Two years ago, Tumblr introduced Welcome to Night Vale into my life. Up until that point, I understood podcasts as something only Kevin Smith did to stroke his ego and remain relevant. But Cecil Gershwin Palmer’s (portrayed by Cecil Baldwin) voice captured me. His cadence—such a lovely cadence—walks its fingers up my spine one vertebrae at a time.
Night Vale introduced me to The Thrilling Adventure Hour with their crossover episode. After devouring everything they had to offer (I caught up in a matter of days with both before mid-year 2015), I started both podcasts from episode one. I added subscriptions, mostly story based. At the moment, I’m subscribed to 200+ podcasts and am over a year behind on all of them.
NPR’s Snap Judgement and Risk! led me to Shannon Cason’s Homemade Stories. Last week, I added Sabrina Jalees’ My Sexy Podcast because another podcast featured her. It’s come to the point, I’m unsure what podcast begat what podcast in my subscription list and what podcast started off as a random selection based on its description alone.
But it’s podcasts like Shannon Cason’s that led me to one conclusion: somewhere along the way, I lost voice. I spent more time burying a message in my words that I lost touch of why I started writing in the first place. If E.L. James can birth a piece of shit trilogy to the world without any literary merit, why couldn’t I? Better written and edited, of course. When did my focus switch from telling a story to trying to send a larger message?
This isn’t an argument against that type of story. And I would like to write something with more literary merit than E. L. James (she didn’t set the bar high in that aspect), but the message should take the passenger seat to the story.
Enlighten while entertaining.
What better way to improve my writing than by reading more? Every year, I set a goal on Good Reads. 50 books a year has been set to a 100 this year. The bulk of 2016’s reading is dedicated to Sci-Fi, Fantasy, Horror, and Speculative Fiction. The first book of the year went J. R. R. Tolkien’s The Hobbit. I won’t review that book (or maybe I will, who knows). What follows are short reviews for two other books I read this month.
The Memory Painter by Gwendolyn Womack
In her debut novel, Gwendolyn Womack mashes Quantum Leap and Limitless into a single aspect—what if there was a drug that could help you remember your past lives? To save you the three hundred pages, let me answer that question: a few interesting things convoluted with a whole lot of nothing. There were times I just wanted to put the book down, but I held on to this false sense of hope that things would get better. And when it did, she dashed through the parts, leaving me craving more.
Plot drives this book so that the characters Bryan and Linz (and subsequently all their past lives) fall flat from the page. The author relied on too many tropes and planted an obvious red herring earlier on into the story (I knew who Linz’s father the moment he was introduced). Womack holds your hand through the story, offering up so much but giving the reader little.
I will give her this, her ability to draw me in at the end to see this book through is a feat very few writers can do once I’ve disregarded them. I do look forward to what she offers readers in the future, but wish she’d omit the needless interactions with pizza delivery guys.
Stories for Nighttime and Some for Day by Ben Loory
Who needs acid when you have writers of the literary weird like Ben Loory? In his collection of flash fiction tales, Loory explores the world through the eyes of trees, land-loving octopi, Martian teenagers, and televisions. So why did it take me this long to read I purchased a year ago? Because each story is its own daydream or nightmare transcribed beautifully. And that takes the patience I’m not often gifted with. Nonetheless, is worthy of a space on your shelf.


Write out the entries exactly. None of the pictures should appear in the copy.

Top of Provided entries

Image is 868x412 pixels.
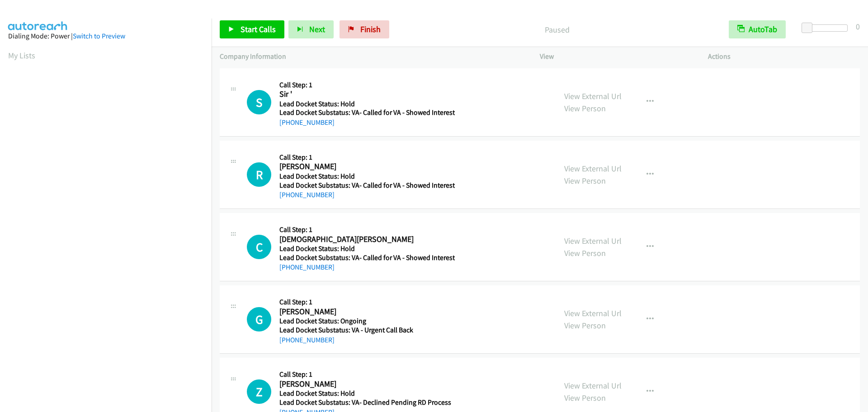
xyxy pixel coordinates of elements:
a: View Person [564,248,605,258]
a: View External Url [564,308,622,318]
p: Paused [401,23,712,36]
a: View External Url [564,236,622,246]
div: The call is yet to be attempted [247,379,271,404]
a: [PHONE_NUMBER] [280,336,334,344]
a: Start Calls [220,20,284,38]
a: [PHONE_NUMBER] [280,263,334,271]
a: Switch to Preview [73,32,125,40]
a: View Person [564,176,605,186]
h2: [PERSON_NAME] [280,379,451,389]
div: 0 [856,20,860,33]
h5: Lead Docket Status: Hold [280,389,451,398]
button: Next [288,20,334,38]
a: View Person [564,320,605,331]
h5: Lead Docket Substatus: VA- Called for VA - Showed Interest [280,253,454,262]
a: [PHONE_NUMBER] [280,118,334,127]
div: The call is yet to be attempted [247,307,271,331]
h2: Sir ' [280,89,451,100]
h5: Call Step: 1 [280,81,454,90]
a: [PHONE_NUMBER] [280,191,334,199]
h1: C [247,235,271,259]
a: View External Url [564,163,622,174]
p: Actions [707,51,860,62]
span: Start Calls [241,24,276,34]
p: View [540,51,691,62]
div: The call is yet to be attempted [247,90,271,115]
h1: S [247,90,271,115]
h5: Call Step: 1 [280,153,454,162]
h2: [PERSON_NAME] [280,307,451,317]
span: Next [309,24,325,34]
h2: [DEMOGRAPHIC_DATA][PERSON_NAME] [280,234,451,245]
div: The call is yet to be attempted [247,235,271,259]
span: Finish [360,24,380,34]
h5: Lead Docket Substatus: VA- Called for VA - Showed Interest [280,181,454,190]
div: The call is yet to be attempted [247,163,271,187]
div: Delay between calls (in seconds) [806,25,847,32]
a: View External Url [564,91,622,102]
h5: Lead Docket Substatus: VA- Called for VA - Showed Interest [280,108,454,117]
h5: Lead Docket Status: Hold [280,244,454,253]
h5: Lead Docket Substatus: VA - Urgent Call Back [280,325,451,335]
h1: G [247,307,271,331]
h5: Call Step: 1 [280,297,451,307]
h5: Lead Docket Substatus: VA- Declined Pending RD Process [280,398,451,407]
button: AutoTab [728,20,785,38]
h5: Call Step: 1 [280,370,451,379]
a: View Person [564,392,605,403]
a: My Lists [8,50,35,61]
div: Dialing Mode: Power | [8,31,204,42]
p: Company Information [220,51,523,62]
a: View External Url [564,381,622,391]
h5: Call Step: 1 [280,225,454,234]
h5: Lead Docket Status: Hold [280,100,454,109]
h1: Z [247,379,271,404]
h2: [PERSON_NAME] [280,161,451,172]
h1: R [247,163,271,187]
a: View Person [564,103,605,113]
h5: Lead Docket Status: Hold [280,172,454,181]
h5: Lead Docket Status: Ongoing [280,317,451,325]
a: Finish [339,20,389,38]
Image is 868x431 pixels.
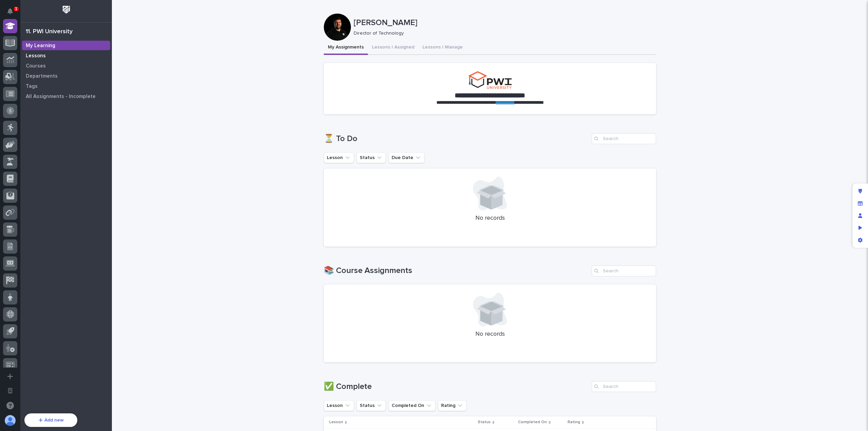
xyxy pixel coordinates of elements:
[7,104,19,117] img: 1736555164131-43832dd5-751b-4058-ba23-39d91318e5a0
[99,86,123,92] span: Prompting
[48,160,82,165] a: Powered byPylon
[7,87,12,91] div: 📖
[7,26,123,37] p: Welcome 👋
[3,398,17,413] button: Open support chat
[357,152,386,163] button: Status
[324,152,354,163] button: Lesson
[7,139,18,150] img: Jeff Miller
[9,8,17,19] div: Notifications1
[42,87,48,91] div: 🔗
[324,134,589,143] h1: ⏳ To Do
[7,37,123,48] p: How can we help?
[354,30,651,37] p: Director of Technology
[324,400,354,411] button: Lesson
[26,94,96,100] p: All Assignments - Incomplete
[438,400,467,411] button: Rating
[7,128,45,133] div: Past conversations
[26,53,46,59] p: Lessons
[20,41,112,51] a: My Learning
[4,83,40,95] a: 📖Help Docs
[357,400,386,411] button: Status
[26,73,58,79] p: Departments
[332,214,648,222] p: No records
[854,210,866,222] div: Manage users
[332,330,648,338] p: No records
[3,383,17,397] button: Open workspace settings
[3,4,17,18] button: Notifications
[21,145,55,150] span: [PERSON_NAME]
[854,185,866,197] div: Edit layout
[854,234,866,246] div: App settings
[15,6,17,11] p: 1
[389,400,436,411] button: Completed On
[324,266,589,276] h1: 📚 Course Assignments
[90,83,125,95] a: Prompting
[49,86,86,92] span: Onboarding Call
[26,28,72,36] div: 11. PWI University
[92,87,97,91] img: image
[518,419,547,426] p: Completed On
[26,43,55,49] p: My Learning
[24,413,77,427] button: Add new
[591,266,656,277] input: Search
[324,41,368,55] button: My Assignments
[115,107,123,115] button: Start new chat
[7,6,20,20] img: Stacker
[478,419,491,426] p: Status
[56,145,58,150] span: •
[68,161,82,165] span: Pylon
[105,127,123,135] button: See all
[389,152,425,163] button: Due Date
[20,81,112,91] a: Tags
[23,104,111,111] div: Start new chat
[591,381,656,392] input: Search
[13,86,37,92] span: Help Docs
[60,3,72,16] img: Workspace Logo
[20,71,112,81] a: Departments
[3,369,17,383] button: Add a new app...
[591,133,656,144] input: Search
[20,91,112,101] a: All Assignments - Incomplete
[40,83,89,95] a: 🔗Onboarding Call
[3,413,17,428] button: users-avatar
[324,382,589,392] h1: ✅ Complete
[330,419,343,426] p: Lesson
[854,197,866,210] div: Manage fields and data
[368,41,418,55] button: Lessons I Assigned
[60,145,74,150] span: [DATE]
[567,419,580,426] p: Rating
[26,63,46,69] p: Courses
[20,61,112,71] a: Courses
[20,51,112,61] a: Lessons
[418,41,467,55] button: Lessons I Manage
[854,222,866,234] div: Preview as
[468,71,512,89] img: pwi-university-small.png
[23,111,95,117] div: We're offline, we will be back soon!
[26,83,37,90] p: Tags
[354,18,653,28] p: [PERSON_NAME]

Bottom of Provided entries

• Result for this task:
Image is 868x412 pixels.
xyxy pixel coordinates of elements:
a: View Person [564,248,605,258]
a: View External Url [564,308,622,318]
p: Paused [401,23,712,36]
a: View External Url [564,236,622,246]
div: The call is yet to be attempted [247,379,271,404]
a: [PHONE_NUMBER] [280,336,334,344]
a: Start Calls [220,20,284,38]
a: [PHONE_NUMBER] [280,263,334,271]
a: Switch to Preview [73,32,125,40]
a: View Person [564,176,605,186]
h2: [PERSON_NAME] [280,379,451,389]
div: 0 [856,20,860,33]
h5: Lead Docket Status: Hold [280,389,451,398]
button: Next [288,20,334,38]
a: View Person [564,320,605,331]
h5: Lead Docket Substatus: VA- Called for VA - Showed Interest [280,253,454,262]
a: [PHONE_NUMBER] [280,118,334,127]
div: The call is yet to be attempted [247,307,271,331]
h2: Sir ' [280,89,451,100]
h5: Call Step: 1 [280,81,454,90]
a: [PHONE_NUMBER] [280,191,334,199]
h1: C [247,235,271,259]
a: View External Url [564,163,622,174]
p: Actions [707,51,860,62]
span: Start Calls [241,24,276,34]
p: View [540,51,691,62]
div: The call is yet to be attempted [247,90,271,115]
h1: S [247,90,271,115]
h5: Call Step: 1 [280,153,454,162]
h2: [PERSON_NAME] [280,307,451,317]
span: Next [309,24,325,34]
h2: [DEMOGRAPHIC_DATA][PERSON_NAME] [280,234,451,245]
div: The call is yet to be attempted [247,235,271,259]
span: Finish [360,24,380,34]
h5: Lead Docket Substatus: VA- Called for VA - Showed Interest [280,181,454,190]
div: The call is yet to be attempted [247,163,271,187]
div: Delay between calls (in seconds) [806,25,847,32]
a: View External Url [564,91,622,102]
h5: Lead Docket Substatus: VA- Called for VA - Showed Interest [280,108,454,117]
h5: Lead Docket Status: Hold [280,244,454,253]
h5: Lead Docket Substatus: VA - Urgent Call Back [280,325,451,335]
h1: G [247,307,271,331]
h5: Call Step: 1 [280,297,451,307]
h5: Lead Docket Substatus: VA- Declined Pending RD Process [280,398,451,407]
button: AutoTab [728,20,785,38]
h5: Call Step: 1 [280,370,451,379]
a: View Person [564,392,605,403]
a: My Lists [8,50,35,61]
div: Dialing Mode: Power | [8,31,204,42]
p: Company Information [220,51,523,62]
a: View External Url [564,381,622,391]
h5: Call Step: 1 [280,225,454,234]
h5: Lead Docket Status: Hold [280,100,454,109]
h1: Z [247,379,271,404]
h2: [PERSON_NAME] [280,161,451,172]
h1: R [247,163,271,187]
a: View Person [564,103,605,113]
h5: Lead Docket Status: Hold [280,172,454,181]
h5: Lead Docket Status: Ongoing [280,317,451,325]
a: Finish [339,20,389,38]
Image is 868x431 pixels.
xyxy pixel coordinates of elements:
[7,104,19,117] img: 1736555164131-43832dd5-751b-4058-ba23-39d91318e5a0
[99,86,123,92] span: Prompting
[48,160,82,165] a: Powered byPylon
[7,87,12,91] div: 📖
[7,26,123,37] p: Welcome 👋
[3,398,17,413] button: Open support chat
[357,152,386,163] button: Status
[324,152,354,163] button: Lesson
[7,139,18,150] img: Jeff Miller
[9,8,17,19] div: Notifications1
[42,87,48,91] div: 🔗
[324,134,589,143] h1: ⏳ To Do
[7,37,123,48] p: How can we help?
[354,30,651,37] p: Director of Technology
[324,400,354,411] button: Lesson
[26,94,96,100] p: All Assignments - Incomplete
[438,400,467,411] button: Rating
[7,128,45,133] div: Past conversations
[26,53,46,59] p: Lessons
[20,41,112,51] a: My Learning
[4,83,40,95] a: 📖Help Docs
[357,400,386,411] button: Status
[26,73,58,79] p: Departments
[332,214,648,222] p: No records
[854,210,866,222] div: Manage users
[332,330,648,338] p: No records
[3,383,17,397] button: Open workspace settings
[3,4,17,18] button: Notifications
[21,145,55,150] span: [PERSON_NAME]
[854,185,866,197] div: Edit layout
[854,234,866,246] div: App settings
[15,6,17,11] p: 1
[389,400,436,411] button: Completed On
[324,266,589,276] h1: 📚 Course Assignments
[90,83,125,95] a: Prompting
[49,86,86,92] span: Onboarding Call
[26,28,72,36] div: 11. PWI University
[92,87,97,91] img: image
[518,419,547,426] p: Completed On
[26,43,55,49] p: My Learning
[24,413,77,427] button: Add new
[591,266,656,277] input: Search
[324,41,368,55] button: My Assignments
[115,107,123,115] button: Start new chat
[7,6,20,20] img: Stacker
[478,419,491,426] p: Status
[56,145,58,150] span: •
[68,161,82,165] span: Pylon
[105,127,123,135] button: See all
[389,152,425,163] button: Due Date
[20,81,112,91] a: Tags
[23,104,111,111] div: Start new chat
[591,381,656,392] input: Search
[13,86,37,92] span: Help Docs
[60,3,72,16] img: Workspace Logo
[20,71,112,81] a: Departments
[3,369,17,383] button: Add a new app...
[591,133,656,144] input: Search
[20,91,112,101] a: All Assignments - Incomplete
[40,83,89,95] a: 🔗Onboarding Call
[3,413,17,428] button: users-avatar
[324,382,589,392] h1: ✅ Complete
[330,419,343,426] p: Lesson
[854,197,866,210] div: Manage fields and data
[368,41,418,55] button: Lessons I Assigned
[60,145,74,150] span: [DATE]
[567,419,580,426] p: Rating
[26,63,46,69] p: Courses
[20,61,112,71] a: Courses
[20,51,112,61] a: Lessons
[418,41,467,55] button: Lessons I Manage
[854,222,866,234] div: Preview as
[468,71,512,89] img: pwi-university-small.png
[23,111,95,117] div: We're offline, we will be back soon!
[26,83,37,90] p: Tags
[354,18,653,28] p: [PERSON_NAME]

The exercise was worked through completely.